Sean Rowe Born and raised in Troy, New York, Rowe started playing music at an early age. He received a bass guitar from his father on his 12th birthday and performed in a local band.[ After receiving an acoustic guitar as a gift from his uncle, Rowe began playing solo. He wrote his first song at the age of seven on a Fisher-Price typewriter after listening to Survivor‘s “Eye of the Tiger.”Sean Rowe started seriously writing songs when he was 18. The first complete song that he wrote was called “Turtle,” which was inspired by his friend and singer-songwriter Jeanne French.

An avid naturalist, Rowe often speaks of his fascination with the woods and his connection to the land.

Rowe also studied under wild food author and expert, Samuel Thayer, and has partnered with Kawing Crow Awareness Center as a guest instructor for wilderness survival workshops and wild edible plant foraging. Since 2009, Rowe has contributed as a blogger to the Albany Times Union on topics concerning nature, wildlife and his music career.[

Joan Shelley and the album “Electric Ursa” There’s very little flash to Joan Shelley’s release “Electric Ursa, but you don’t need flash when you’ve got songs this good. The Kentucky singer-songwriter is armed with a plaintive voice, quietly powerful lyrics and a group of backing musicians who know how to add sensitive and restrained color to the proceedings. An understated gem that sounds better and better with each spin.
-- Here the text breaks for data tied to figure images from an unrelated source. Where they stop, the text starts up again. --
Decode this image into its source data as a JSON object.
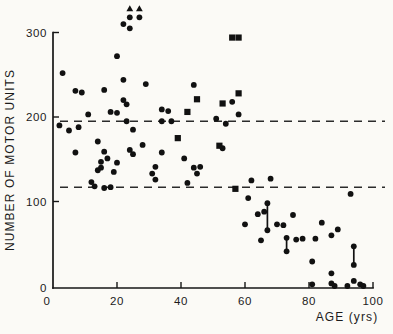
{
  "figure": {
    "background_color": "#fbfaf6",
    "ink_color": "#111111"
  },
  "chart_data": {
    "type": "scatter",
    "title": "",
    "xlabel": "AGE (yrs)",
    "ylabel": "NUMBER OF MOTOR UNITS",
    "xlim": [
      0,
      100
    ],
    "ylim": [
      0,
      300
    ],
    "x_ticks": [
      0,
      20,
      40,
      60,
      80,
      100
    ],
    "y_ticks": [
      0,
      100,
      200,
      300
    ],
    "grid": false,
    "legend": "none",
    "reference_lines": [
      {
        "y": 195,
        "style": "dashed"
      },
      {
        "y": 117,
        "style": "dashed"
      }
    ],
    "series": [
      {
        "name": "motor-unit-counts-circles",
        "marker": "circle",
        "points": [
          [
            3,
            252
          ],
          [
            2,
            190
          ],
          [
            5,
            184
          ],
          [
            7,
            231
          ],
          [
            9,
            229
          ],
          [
            8,
            188
          ],
          [
            11,
            203
          ],
          [
            7,
            158
          ],
          [
            12,
            123
          ],
          [
            13,
            118
          ],
          [
            14,
            171
          ],
          [
            14,
            137
          ],
          [
            15,
            147
          ],
          [
            15,
            140
          ],
          [
            16,
            116
          ],
          [
            16,
            159
          ],
          [
            17,
            151
          ],
          [
            18,
            117
          ],
          [
            16,
            232
          ],
          [
            18,
            206
          ],
          [
            20,
            205
          ],
          [
            19,
            135
          ],
          [
            20,
            146
          ],
          [
            20,
            272
          ],
          [
            22,
            244
          ],
          [
            22,
            220
          ],
          [
            23,
            215
          ],
          [
            23,
            195
          ],
          [
            22,
            310
          ],
          [
            24,
            305
          ],
          [
            25,
            185
          ],
          [
            24,
            161
          ],
          [
            25,
            156
          ],
          [
            28,
            167
          ],
          [
            29,
            239
          ],
          [
            31,
            133
          ],
          [
            32,
            126
          ],
          [
            32,
            141
          ],
          [
            34,
            209
          ],
          [
            34,
            158
          ],
          [
            34,
            195
          ],
          [
            37,
            195
          ],
          [
            36,
            207
          ],
          [
            41,
            151
          ],
          [
            44,
            238
          ],
          [
            44,
            140
          ],
          [
            46,
            141
          ],
          [
            45,
            133
          ],
          [
            42,
            122
          ],
          [
            51,
            198
          ],
          [
            53,
            163
          ],
          [
            56,
            218
          ],
          [
            54,
            192
          ],
          [
            58,
            203
          ],
          [
            61,
            104
          ],
          [
            62,
            125
          ],
          [
            68,
            127
          ],
          [
            64,
            85
          ],
          [
            66,
            88
          ],
          [
            60,
            73
          ],
          [
            70,
            73
          ],
          [
            75,
            84
          ],
          [
            72,
            72
          ],
          [
            65,
            54
          ],
          [
            76,
            55
          ],
          [
            78,
            56
          ],
          [
            82,
            56
          ],
          [
            81,
            29
          ],
          [
            84,
            75
          ],
          [
            87,
            60
          ],
          [
            89,
            67
          ],
          [
            93,
            109
          ],
          [
            87,
            15
          ],
          [
            81,
            2
          ],
          [
            87,
            3
          ],
          [
            88,
            0
          ],
          [
            92,
            0
          ],
          [
            94,
            6
          ],
          [
            96,
            2
          ],
          [
            97,
            0
          ]
        ]
      },
      {
        "name": "motor-unit-counts-squares",
        "marker": "square",
        "points": [
          [
            42,
            206
          ],
          [
            39,
            175
          ],
          [
            45,
            221
          ],
          [
            52,
            166
          ],
          [
            53,
            216
          ],
          [
            56,
            294
          ],
          [
            58,
            294
          ],
          [
            58,
            228
          ],
          [
            57,
            115
          ]
        ]
      },
      {
        "name": "off-scale-values",
        "marker": "circle-with-up-arrow",
        "note": "values above top of scale, marked with upward arrows",
        "points": [
          [
            24,
            318
          ],
          [
            27,
            318
          ]
        ]
      },
      {
        "name": "linked-repeat-measurements",
        "marker": "circle-pair-joined-by-vertical-line",
        "pairs": [
          [
            [
              67,
              98
            ],
            [
              67,
              66
            ]
          ],
          [
            [
              73,
              57
            ],
            [
              73,
              41
            ]
          ],
          [
            [
              94,
              47
            ],
            [
              94,
              25
            ]
          ]
        ]
      }
    ]
  }
}
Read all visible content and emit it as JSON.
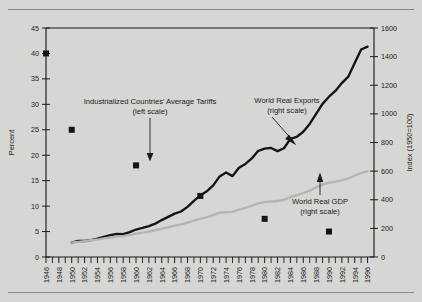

It starts appropriately with a song called “Something Small.” It’s indicative of the whole album, which barely cracks half an hour, with eight miniaturist songs made of delicate arrangements and Shelley’s gentle voice. But around the time you get to the lovely “First Of August,” Shelley’s power becomes increasingly apparent. That’s best exemplified on the album’s shortest song, “Remedios” — the wordless song builds gradually to a graceful peak.